Further, more frequent and intense bubbles and collapses have caused drastic market-wide swings that cause mass divergence between a company’s intrinsic value and its stock price. The 2008 global financial crisis is a solid case in point.
However, suggesting that buy and hold is dead essentially means that the fundamentals of a company are worthless. The thought of that notion is ludicrous.
(See also, Five Investing Myths Debunked)
In many cases, investors are extremists. One group believes in solely analyzing fundamentals and buys a stock to hold forever. Another group covers up the name of the company andtrades only on quantitative factors.
But extremism tends to fail. I witnessed it first-hand in the investment industry during employment at my last firm. Die-hard buy-and-hold-forever investors refused to let go of overvalued companies they believed in for the long run and snubbed macro event market movement only to eventually end up deep in the red.
Like anything, investment strategies need to change. And they need to be modernized to remain relevant. Finding great stocks to hold for a long time combined with trading on macro news and changing valuations seems more realistic than holding a stock forever.
This is precisely why Warren Buffett and his Berkshire Hathaway (BRK.A) holding company have remained so successful. As one of the greatest buy-and-hold investors of all times, Buffett’s philosophy has been studied and talked about extensively. Interestingly enough though, his strategy is widely misunderstood.
(See also, What Buffett Got Wrong)
Buffett undoubtedly focuses on fundamental values of a company and purchases stocks with a buy-and-hold mindset. He looks for companies with strong brand names, like Coca-Cola(KO), Kraft (KFT), Goldman Sachs (GS), and General Electric (GE). But he still trades on macro news and sells when investments become overvalued. In the past, he soldMcDonald's (MCD) and Disney (DIS) when he no longer felt they were worth his capital.

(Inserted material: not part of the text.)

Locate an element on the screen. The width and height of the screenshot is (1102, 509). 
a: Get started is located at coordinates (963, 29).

In other words, buy and hold can be a very profitable investment strategy provided investors execute it with the mindset of buying and holding until the facts change.
Purchasing a fundamentally strong company when its price is attractive works. Loading up on more of that stock if the price slips on short-term news works. When either a company becomes overvalued or its business model begins to negatively change, selling works.

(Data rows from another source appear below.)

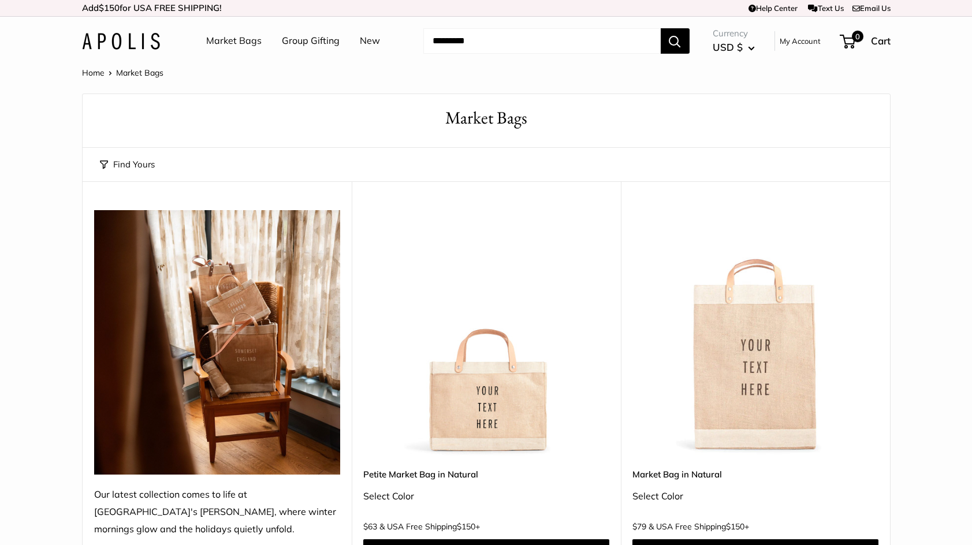 The width and height of the screenshot is (972, 545). Describe the element at coordinates (93, 73) in the screenshot. I see `a: Home` at that location.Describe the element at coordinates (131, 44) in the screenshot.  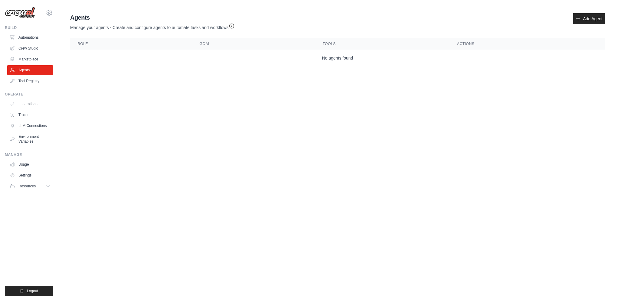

Exact market timing isn’t necessary. The strategy is simply picking solid stocks and using common sense.
The bottom line is that the buy-and-hold portfolio is not extinct. It just needs to evolve.
http://www.minyanville.com/businessmarkets/articles/buy-hold-sell-strategies-warren-buffett/3/3/2010/id/27112
1 comment:
I agree -- buy and hold is far from dead.
Purchasing stock in a company, when done as a fundamental analyst, implies that you have researched the company and are convincing that the fundamentals are compelling.
Buying with a margin of safety provides future upside.
Gyrations in the price after that are nothing but "Mr. Market" doing his thing!